There is little doubt that Dieter represents a nuisance and an increasing threat to the Tiefenthaler family. At first he appears to be an eccentric but harmless loner. But the tensions ratchet up when he writes sexually explicit letters to Rebecca, becomes a peeping tom, and, most disturbing, files reports with the police that that Randolph and Rebecca are sexually abusing their children. Randolph attempts to have Dieter arrested but the police refuse, arguing that no crime has been committed. His lawyer advises him to purchase a gun. His ordeal seems to consume him and his wife.

At this juncture, the reader's sympathies are totally with the Tiefenthaler family as what we read is filtered through Randolph's consciousness. He and his wife are being harassed and the legal system cannot help them. As a civilized member of a democratic country, he has always renounced the use of force by private citizens. As both husband and wife become increasingly desperate, the marriage begins to unravel. Kurbjuweit shifts the narrative and widens his lens to explore Randolph's early family history and how his background has shaped him as an adult.

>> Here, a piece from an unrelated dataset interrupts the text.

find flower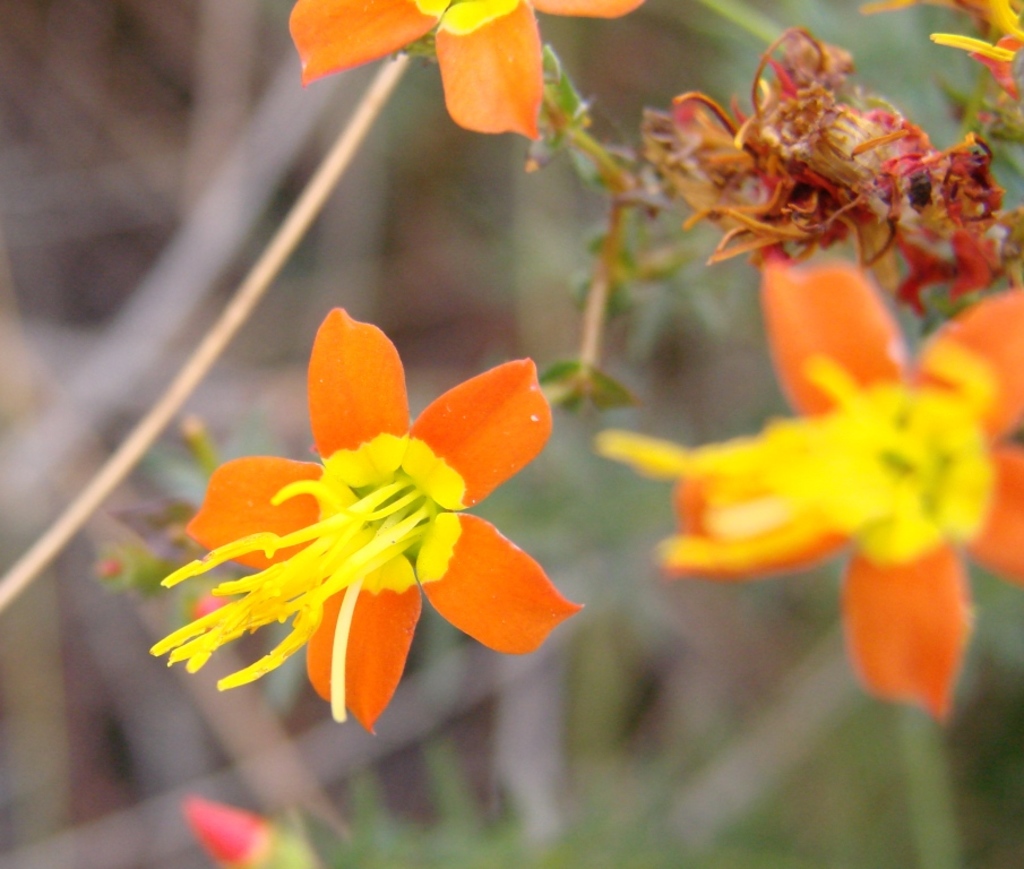
<box>177,795,312,868</box>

Both his parents carry the emotional scars of  the Second World War when they were children. Randolph recalls his mother's telling comment about their own marriage: "If you walked through the burning city of Cologne as a little girl, heard the bombers, the shells and sirens, knew the smell of burnt human flesh and had to see open wounds and torn limbs, perhaps you feel you have put the worst behind you that a domestic dispute is a trivial matter." Although Hermann's experience of the war was limited, since he was too young to fight, he was physically abused. His father, a police officer, brought his gun home, thereby serving as a catalyst for Hermann's obsession with guns as a means to keep his fear at bay. 

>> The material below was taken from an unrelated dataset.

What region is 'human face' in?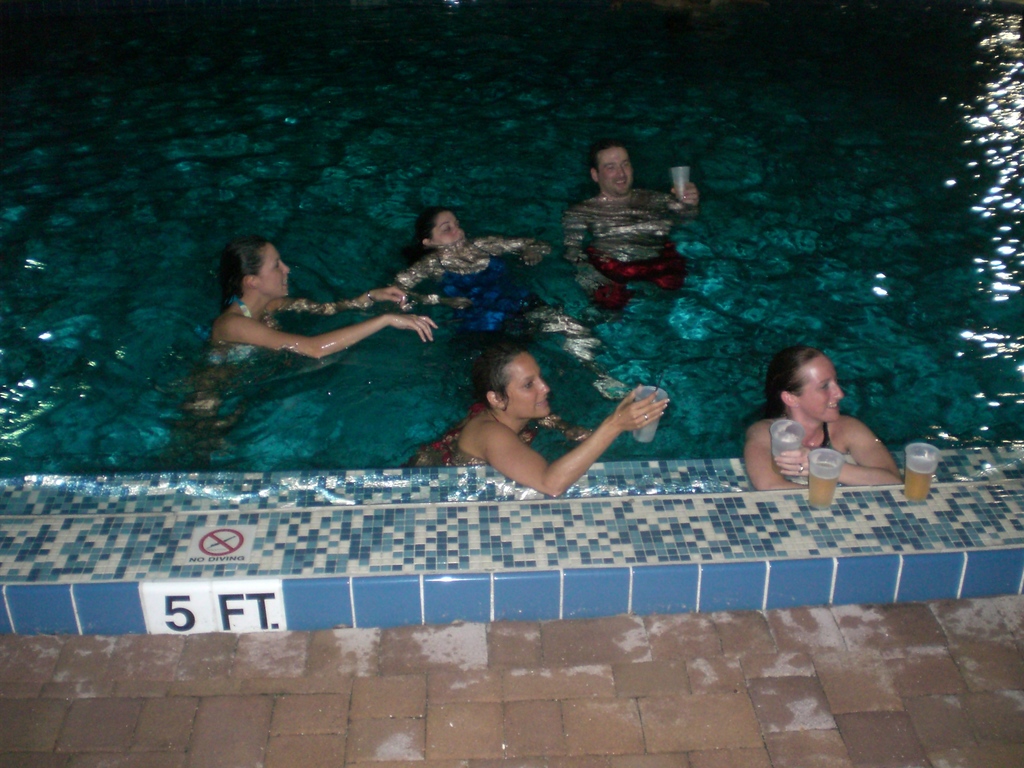
[259,243,292,299].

Randolph was born during the Cuban Missile Crisis, a time when Berliners feared that their divided city would be ground zero in a thermonuclear war. The fear at that time would have penetrated the infant's nervous system. As a boy, he resisted his father's efforts to teach him how to shoot and avoided his father's blandishments to accompany him every Saturday to the shooting range. We can only speculate how living with a father who kept thirty loaded guns in the family home affected Randolph's emotional state, despite his  acquiring an education that repudiated his parent's values.

Kurbjuweit also plants doubts about whether we are receiving an accurate account of the family's travails. We begin to wonder why Randolph engages in odd behaviour: leaving his wife alone to dine on his own at an expensive restaurant, or travelling alone during this crisis to attend a friend's wedding in Bali. More unsettling are the details revealed about his behaviour around his children, which raise the question of whether there is any truth to Dieter's accusations.

Kurbjuweit provides a twist to his conclusion that may satisfy some readers but for me is a marked departure from the nuance and ambiguity that until then has distinguished his writing. However, Fear is important because it is a fitting testament to the current zeitgeist in which fear can warp not only an individual's moral compass but that of a society. In Germany, that the voices of the far right are more clamorous was reflected in the recent election and the growing popularity of the AfD in the opinion polls.

The taunting by the former Romanian in Fear about "soft Germans" and real men at the Tiefenthaler's Christmas dinner continues to resonate in the real world. The resolution in Kurbjuweit's perhaps prescient novel could be catastrophic for the rule of law and what constitutes a civilized society, if people become so desperate about the perceived failures of the state that they are willing to elect a government that might condone the behaviour of citizens who take the law into their own hands.


Photo: Keith Penner
 Bob Douglas is a teacher and author. His second volume to That Line of Darkness: The Shadow of Dracula and the Great War (Encompass Editions, 2011) is titled That Line of Darkness: Vol. II The Gothic from Lenin to bin Laden. His website is www.thatlineofdarkness.com.